If you sign a contract with an agreed penulty for misrepresentation you can be liable for that—which is nothing akin to your birthday cake example.
And there are all kinds of ways a college can claim harm for signing, say, a team athlete who can’t play the sport or just any student who brings down the quality of the student body or doesn’t diversify it in some way they are seeking. A whole lot of damage from that? Probably not.
But don’t the charges in these college cases include commercial bribery that via wire communications or otherwise crossing state lines falls under federal purview? https://en.wikipedia.org/wiki/Commercial_bribery
In the case of a college application, the penalty is what? The college cannot unilaterally declare that a misrepresentation is a criminal act ... so this would have to be a civil matter, not a criminal one. But keep in mind that the applicant pays a fee to the college, so there is no "duty of care" relationship that would apply like you would see in a customer-business transaction. If anything, the college has a duty to the applicants that is not clearly reciprocated by the applicants (as I read it).

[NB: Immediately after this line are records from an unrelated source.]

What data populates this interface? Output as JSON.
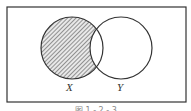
{
  "diagram": {
    "type": "venn",
    "universe": {
      "x": 7,
      "y": 7,
      "width": 179,
      "height": 95
    },
    "sets": [
      {
        "name": "X",
        "label": "X",
        "cx": 72,
        "cy": 48,
        "r": 31
      },
      {
        "name": "Y",
        "label": "Y",
        "cx": 121,
        "cy": 48,
        "r": 31
      }
    ],
    "shaded_region": "X minus Y",
    "shade_style": "diagonal-hatch",
    "colors": {
      "stroke": "#333333",
      "hatch": "#555555",
      "background": "#ffffff"
    },
    "caption": "图 1 - 2 - 3"
  }
}
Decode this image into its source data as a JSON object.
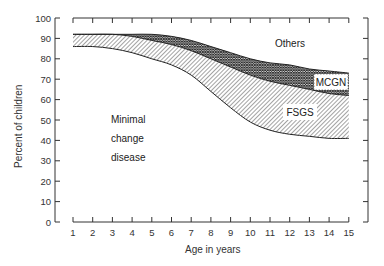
{
  "chart_data": {
    "type": "area",
    "title": "",
    "xlabel": "Age in years",
    "ylabel": "Percent of children",
    "xlim": [
      1,
      15
    ],
    "ylim": [
      0,
      100
    ],
    "x_ticks": [
      1,
      2,
      3,
      4,
      5,
      6,
      7,
      8,
      9,
      10,
      11,
      12,
      13,
      14,
      15
    ],
    "y_ticks": [
      0,
      10,
      20,
      30,
      40,
      50,
      60,
      70,
      80,
      90,
      100
    ],
    "grid": false,
    "stacked": true,
    "x": [
      1,
      2,
      3,
      4,
      5,
      6,
      7,
      8,
      9,
      10,
      11,
      12,
      13,
      14,
      15
    ],
    "boundaries": {
      "fsgs_lower": [
        86,
        86,
        85,
        83,
        80,
        77,
        72,
        64,
        56,
        49,
        45,
        43,
        42,
        41,
        41
      ],
      "mcgn_lower": [
        92,
        92,
        92,
        91,
        89,
        87,
        84,
        80,
        76,
        72,
        69,
        67,
        65,
        63,
        62
      ],
      "others_lower": [
        92,
        92,
        92,
        92,
        92,
        91,
        89,
        86,
        83,
        80,
        78,
        77,
        75,
        74,
        73
      ]
    },
    "series": [
      {
        "name": "Minimal change disease",
        "values": [
          86,
          86,
          85,
          83,
          80,
          77,
          72,
          64,
          56,
          49,
          45,
          43,
          42,
          41,
          41
        ],
        "fill": "none"
      },
      {
        "name": "FSGS",
        "values": [
          6,
          6,
          7,
          8,
          9,
          10,
          12,
          16,
          20,
          23,
          24,
          24,
          23,
          22,
          21
        ],
        "fill": "diagonal-hatch"
      },
      {
        "name": "MCGN",
        "values": [
          0,
          0,
          0,
          1,
          3,
          4,
          5,
          6,
          7,
          8,
          9,
          10,
          10,
          11,
          11
        ],
        "fill": "cross-hatch"
      },
      {
        "name": "Others",
        "values": [
          8,
          8,
          8,
          8,
          8,
          9,
          11,
          14,
          17,
          20,
          22,
          23,
          25,
          26,
          27
        ],
        "fill": "none"
      }
    ],
    "annotations": [
      {
        "text": "Minimal",
        "region": "Minimal change disease"
      },
      {
        "text": "change",
        "region": "Minimal change disease"
      },
      {
        "text": "disease",
        "region": "Minimal change disease"
      },
      {
        "text": "FSGS",
        "region": "FSGS"
      },
      {
        "text": "MCGN",
        "region": "MCGN"
      },
      {
        "text": "Others",
        "region": "Others"
      }
    ]
  },
  "labels": {
    "xlabel": "Age in years",
    "ylabel": "Percent of children",
    "mcd_line1": "Minimal",
    "mcd_line2": "change",
    "mcd_line3": "disease",
    "fsgs": "FSGS",
    "mcgn": "MCGN",
    "others": "Others"
  },
  "colors": {
    "ink": "#222222",
    "background": "#ffffff"
  }
}
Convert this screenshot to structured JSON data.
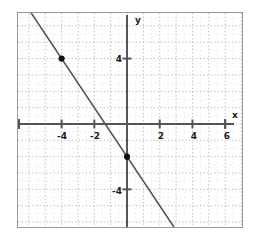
{
  "chart_data": {
    "type": "line",
    "title": "",
    "xlabel": "x",
    "ylabel": "y",
    "xlim": [
      -6.7,
      7.0
    ],
    "ylim": [
      -13.6,
      13.3
    ],
    "grid": true,
    "grid_major_step": 1,
    "grid_minor_step": 0.5,
    "legend": "none",
    "xticks": [
      -4,
      -2,
      2,
      4,
      6
    ],
    "xtick_labels": [
      "-4",
      "-2",
      "2",
      "4",
      "6"
    ],
    "yticks": [
      12,
      8,
      4,
      -4,
      -8
    ],
    "ytick_labels": [
      "12",
      "8",
      "4",
      "-4",
      "-8"
    ],
    "series": [
      {
        "name": "line",
        "kind": "line",
        "slope": -1.5,
        "intercept": -2,
        "x": [
          -6.7,
          7.0
        ],
        "y": [
          8.05,
          -12.5
        ],
        "color": "#555555"
      },
      {
        "name": "marked-points",
        "kind": "scatter",
        "color": "#111111",
        "points": [
          {
            "x": -4,
            "y": 4,
            "label": ""
          },
          {
            "x": 0,
            "y": -2,
            "label": ""
          },
          {
            "x": 6,
            "y": -11,
            "label": ""
          }
        ]
      }
    ]
  },
  "axis_labels": {
    "x_name": "x",
    "y_name": "y"
  },
  "colors": {
    "frame": "#9a9a9a",
    "axis": "#555555",
    "grid": "#b5b5b5",
    "line": "#555555",
    "point": "#111111",
    "background": "#ffffff"
  }
}
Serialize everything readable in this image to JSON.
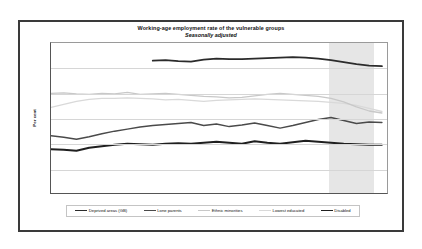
{
  "chart_data": {
    "type": "line",
    "title": "Working-age employment rate of the vulnerable groups",
    "subtitle": "Seasonally adjusted",
    "xlabel": "",
    "ylabel": "Per cent",
    "ylim": [
      40,
      70
    ],
    "yticks": [
      40,
      45,
      50,
      55,
      60,
      65,
      70
    ],
    "xlim": [
      2003.0,
      2009.6
    ],
    "xticks": [
      2003,
      2004,
      2005,
      2006,
      2007,
      2008,
      2009
    ],
    "xtick_labels": [
      "2003",
      "2004",
      "2005",
      "2006",
      "2007",
      "2008",
      "2009"
    ],
    "grid": true,
    "legend_position": "bottom",
    "shaded_region": {
      "label": "recession",
      "x_start": 2008.42,
      "x_end": 2009.3,
      "color": "#e6e6e6"
    },
    "series": [
      {
        "name": "Deprived areas (GB)",
        "color": "#2b2b2b",
        "width": 1.9,
        "x": [
          2005.0,
          2005.25,
          2005.5,
          2005.75,
          2006.0,
          2006.25,
          2006.5,
          2006.75,
          2007.0,
          2007.25,
          2007.5,
          2007.75,
          2008.0,
          2008.25,
          2008.5,
          2008.75,
          2009.0,
          2009.25,
          2009.5
        ],
        "values": [
          66.5,
          66.6,
          66.4,
          66.3,
          66.7,
          66.9,
          66.8,
          66.8,
          66.9,
          67.0,
          67.1,
          67.2,
          67.1,
          66.9,
          66.6,
          66.2,
          65.8,
          65.5,
          65.4
        ]
      },
      {
        "name": "Lone parents",
        "color": "#4a4a4a",
        "width": 1.5,
        "x": [
          2003.0,
          2003.25,
          2003.5,
          2003.75,
          2004.0,
          2004.25,
          2004.5,
          2004.75,
          2005.0,
          2005.25,
          2005.5,
          2005.75,
          2006.0,
          2006.25,
          2006.5,
          2006.75,
          2007.0,
          2007.25,
          2007.5,
          2007.75,
          2008.0,
          2008.25,
          2008.5,
          2008.75,
          2009.0,
          2009.25,
          2009.5
        ],
        "values": [
          51.6,
          51.3,
          50.9,
          51.4,
          52.0,
          52.5,
          52.9,
          53.3,
          53.6,
          53.8,
          54.0,
          54.2,
          53.6,
          53.9,
          53.4,
          53.7,
          54.1,
          53.6,
          53.1,
          53.6,
          54.2,
          54.8,
          55.2,
          54.6,
          54.0,
          54.3,
          54.2
        ]
      },
      {
        "name": "Ethnic minorities",
        "color": "#c8c8c8",
        "width": 1.3,
        "x": [
          2003.0,
          2003.25,
          2003.5,
          2003.75,
          2004.0,
          2004.25,
          2004.5,
          2004.75,
          2005.0,
          2005.25,
          2005.5,
          2005.75,
          2006.0,
          2006.25,
          2006.5,
          2006.75,
          2007.0,
          2007.25,
          2007.5,
          2007.75,
          2008.0,
          2008.25,
          2008.5,
          2008.75,
          2009.0,
          2009.25,
          2009.5
        ],
        "values": [
          60.0,
          60.1,
          59.9,
          59.8,
          60.0,
          59.9,
          60.2,
          59.8,
          59.9,
          60.0,
          59.8,
          59.6,
          59.4,
          59.3,
          59.1,
          59.2,
          59.5,
          59.8,
          60.0,
          59.8,
          59.6,
          59.4,
          59.0,
          58.3,
          57.3,
          56.5,
          56.1
        ]
      },
      {
        "name": "Lowest educated",
        "color": "#d9d9d9",
        "width": 1.3,
        "x": [
          2003.0,
          2003.25,
          2003.5,
          2003.75,
          2004.0,
          2004.25,
          2004.5,
          2004.75,
          2005.0,
          2005.25,
          2005.5,
          2005.75,
          2006.0,
          2006.25,
          2006.5,
          2006.75,
          2007.0,
          2007.25,
          2007.5,
          2007.75,
          2008.0,
          2008.25,
          2008.5,
          2008.75,
          2009.0,
          2009.25,
          2009.5
        ],
        "values": [
          57.2,
          57.8,
          58.4,
          58.8,
          59.0,
          59.0,
          59.1,
          59.0,
          58.9,
          58.7,
          58.8,
          58.6,
          58.4,
          58.6,
          58.7,
          58.8,
          58.9,
          58.8,
          58.7,
          58.6,
          58.5,
          58.4,
          58.2,
          58.0,
          57.6,
          57.0,
          56.4
        ]
      },
      {
        "name": "Disabled",
        "color": "#1f1f1f",
        "width": 1.9,
        "x": [
          2003.0,
          2003.25,
          2003.5,
          2003.75,
          2004.0,
          2004.25,
          2004.5,
          2004.75,
          2005.0,
          2005.25,
          2005.5,
          2005.75,
          2006.0,
          2006.25,
          2006.5,
          2006.75,
          2007.0,
          2007.25,
          2007.5,
          2007.75,
          2008.0,
          2008.25,
          2008.5,
          2008.75,
          2009.0,
          2009.25,
          2009.5
        ],
        "values": [
          48.9,
          48.8,
          48.6,
          49.2,
          49.5,
          49.8,
          50.0,
          49.9,
          49.8,
          50.0,
          50.1,
          50.0,
          50.2,
          50.4,
          50.2,
          50.0,
          50.5,
          50.2,
          50.0,
          50.3,
          50.6,
          50.4,
          50.2,
          50.0,
          49.9,
          49.8,
          49.8
        ]
      }
    ]
  }
}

And there are all kinds of ways a college can claim harm for signing, say, a team athlete who cant play the sport or just any student who brings down the quality of the student body or doesnt diversify it in some way they are seeking.
You can throw "diversity" out the window because it's impossible to quantify it, or (more importantly) to quantify the financial benefits of it. And the case of a student who misrepresented his or her athletic skills would never hold up in a court of law, since this would be a classic example of a plaintiff failing to take steps to protect its own interests by scouting the student before signing a commitment letter.
The commercial bribery angle might be more applicable than any other, but the link you posted seems to undermine it: "There is no federal statute that by its terms expressly prohibits commercial bribery generally."